While nurses have made every effort to negotiate in good faith and win fair contracts at the negotiating table, hospital executives continue to commit unfair labor practices, including colluding to keep wages down for nurses, direct dealing with nurse union members, and refusing to provide information necessary for the bargaining process. Since negotiations began in March, nurses have pressed hospital executives both at the bargaining table and in public over the need to negotiate with nurses to solve the crisis of care and working conditions in our hospitals.

“At the same time hospital CEOs tell us there is no money to retain staff and prioritize care, executives are taking million-dollar raises and pursuing corporate expansions that put community access to affordable care at risk,” said Chris Rubesch, RN at Essentia in Duluth and First Vice President of the Minnesota Nurses Association. “Nurses and patients need safe staffing and quality care in our hospitals, not more corporate healthcare policies. We are ready to fight and win fair contracts to hold hospital CEOs accountable to our communities.”

Hospital CEOs continue to take multi-million-dollar salaries while failing to solve the retention crisis pushing nurses out of the profession, negatively impacting care for Minnesota patients.

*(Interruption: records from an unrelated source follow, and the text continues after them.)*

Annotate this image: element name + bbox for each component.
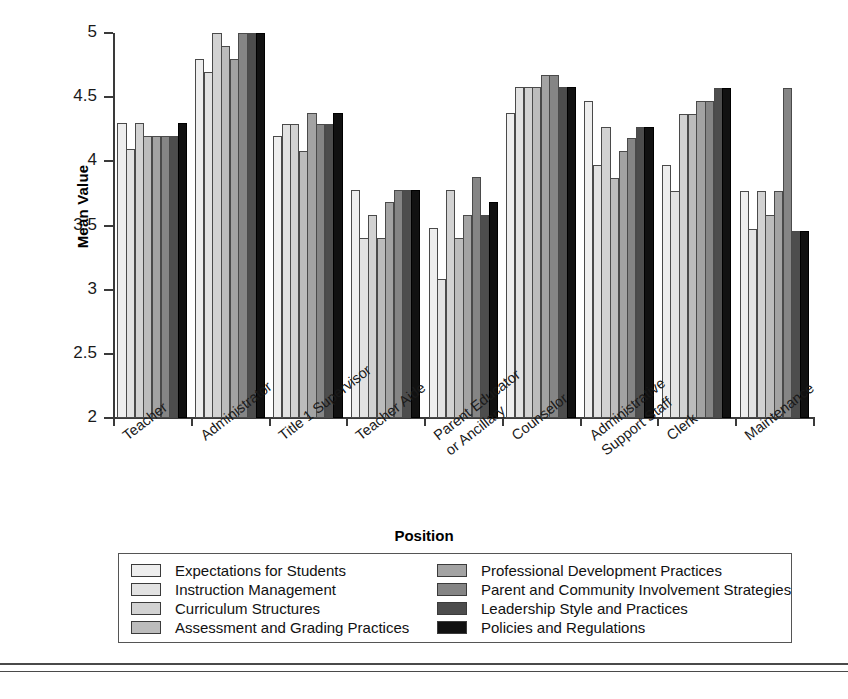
x-axis-tick-mark (269, 417, 271, 426)
x-axis-title: Position (0, 527, 848, 544)
legend-label: Expectations for Students (175, 562, 346, 579)
legend-label: Leadership Style and Practices (481, 600, 688, 617)
y-axis-tick-label: 4.5 (73, 86, 97, 106)
x-axis-tick-mark (191, 417, 193, 426)
legend-item: Policies and Regulations (437, 618, 787, 637)
legend-item: Assessment and Grading Practices (131, 618, 451, 637)
legend-label: Assessment and Grading Practices (175, 619, 409, 636)
legend-swatch (131, 621, 161, 634)
bar (333, 113, 342, 418)
legend-swatch (131, 564, 161, 577)
legend: Expectations for StudentsInstruction Man… (118, 553, 792, 643)
footer-rule-thin (0, 671, 848, 672)
y-axis-tick-mark (104, 32, 113, 34)
y-axis-tick-mark (104, 96, 113, 98)
legend-label: Instruction Management (175, 581, 336, 598)
legend-column-left: Expectations for StudentsInstruction Man… (131, 561, 451, 637)
x-axis-tick-mark (735, 417, 737, 426)
bar-group (195, 33, 264, 418)
bar-group (740, 33, 809, 418)
legend-swatch (131, 602, 161, 615)
y-axis-tick-mark (104, 225, 113, 227)
y-axis-tick-mark (104, 353, 113, 355)
legend-swatch (437, 621, 467, 634)
y-axis-tick-label: 2.5 (73, 343, 97, 363)
y-axis-tick-mark (104, 160, 113, 162)
x-axis-tick-mark (580, 417, 582, 426)
legend-swatch (437, 564, 467, 577)
bar-group (273, 33, 342, 418)
y-axis-tick-mark (104, 417, 113, 419)
legend-item: Professional Development Practices (437, 561, 787, 580)
legend-swatch (437, 602, 467, 615)
bar (567, 87, 576, 418)
bar-group (351, 33, 420, 418)
legend-item: Curriculum Structures (131, 599, 451, 618)
legend-label: Professional Development Practices (481, 562, 722, 579)
bar (178, 123, 187, 418)
bar (722, 88, 731, 418)
bar (644, 127, 653, 418)
bar-chart-figure: 22.533.544.55 Mean Value TeacherAdminist… (0, 0, 848, 699)
x-axis-tick-mark (424, 417, 426, 426)
legend-item: Expectations for Students (131, 561, 451, 580)
footer-rule-thick (0, 663, 848, 665)
bar-group (429, 33, 498, 418)
bar-groups (113, 33, 813, 418)
bar-group (662, 33, 731, 418)
legend-item: Instruction Management (131, 580, 451, 599)
bar-group (117, 33, 186, 418)
y-axis-title: Mean Value (74, 117, 91, 297)
legend-label: Policies and Regulations (481, 619, 645, 636)
legend-column-right: Professional Development PracticesParent… (437, 561, 787, 637)
y-axis-tick-label: 2 (88, 407, 97, 427)
x-axis-tick-mark (813, 417, 815, 426)
legend-label: Curriculum Structures (175, 600, 320, 617)
y-axis-tick-label: 5 (88, 22, 97, 42)
legend-label: Parent and Community Involvement Strateg… (481, 581, 791, 598)
legend-item: Leadership Style and Practices (437, 599, 787, 618)
x-axis-tick-mark (346, 417, 348, 426)
legend-item: Parent and Community Involvement Strateg… (437, 580, 787, 599)
bar-group (506, 33, 575, 418)
x-axis-tick-mark (113, 417, 115, 426)
legend-swatch (437, 583, 467, 596)
legend-swatch (131, 583, 161, 596)
y-axis-tick-mark (104, 289, 113, 291)
bar (256, 33, 265, 418)
bar-group (584, 33, 653, 418)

There is no shortage of nurses in Minnesota, but deteriorating care and working conditions are driving more nurses to leave the bedside. While adverse events increase for patients and conditions deteriorate in Minnesota hospitals on the watch of hospital CEOs, more than half of all nurses are considering leaving the bedside in the next year.

Nurses voted overwhelmingly to authorize a potential unfair labor practices strike, which required a two-thirds majority of votes to pass. The vote authorizes nurse negotiation leaders at the sixteen hospitals below to call an unfair labor practices strike following a 10-day notice to hospital employers.

*Nurses at St. Luke’s Lake View Hospital joined 15,000 nurses in the Twin Cities and Twin Ports to vote to authorize an unfair labor practices strike in the fight to put patients before profits in our hospitals

Minnesota nurses previously held a historic three-day strike in September, believed to be the largest strike of private-sector nurses in United States history. In their fight for fair contracts to put patients before profits, nurses have also launched an advertising campaign exposing the effects of corporate healthcare policies in Minnesota hospitals, announced that nurses had voted “No Confidence” in hospital executives, and confronted hospital board members over the failure of our CEOs to solve the problems in our hospitals while continuing to take significant raises on their million-dollar salaries – such as M Health Fairview CEO James Hereford who took a 90 percent raise in 2019, bringing his salary to over $3.5 million.

Nurses in the Twin Cities have been working without a contract since theirs expired on May 31, 2022; contracts for nurses in the Twin Ports expired on June 30, 2022. Nurses at St. Luke’s Lake View Hospital in Two Harbors have been working without a contract since September.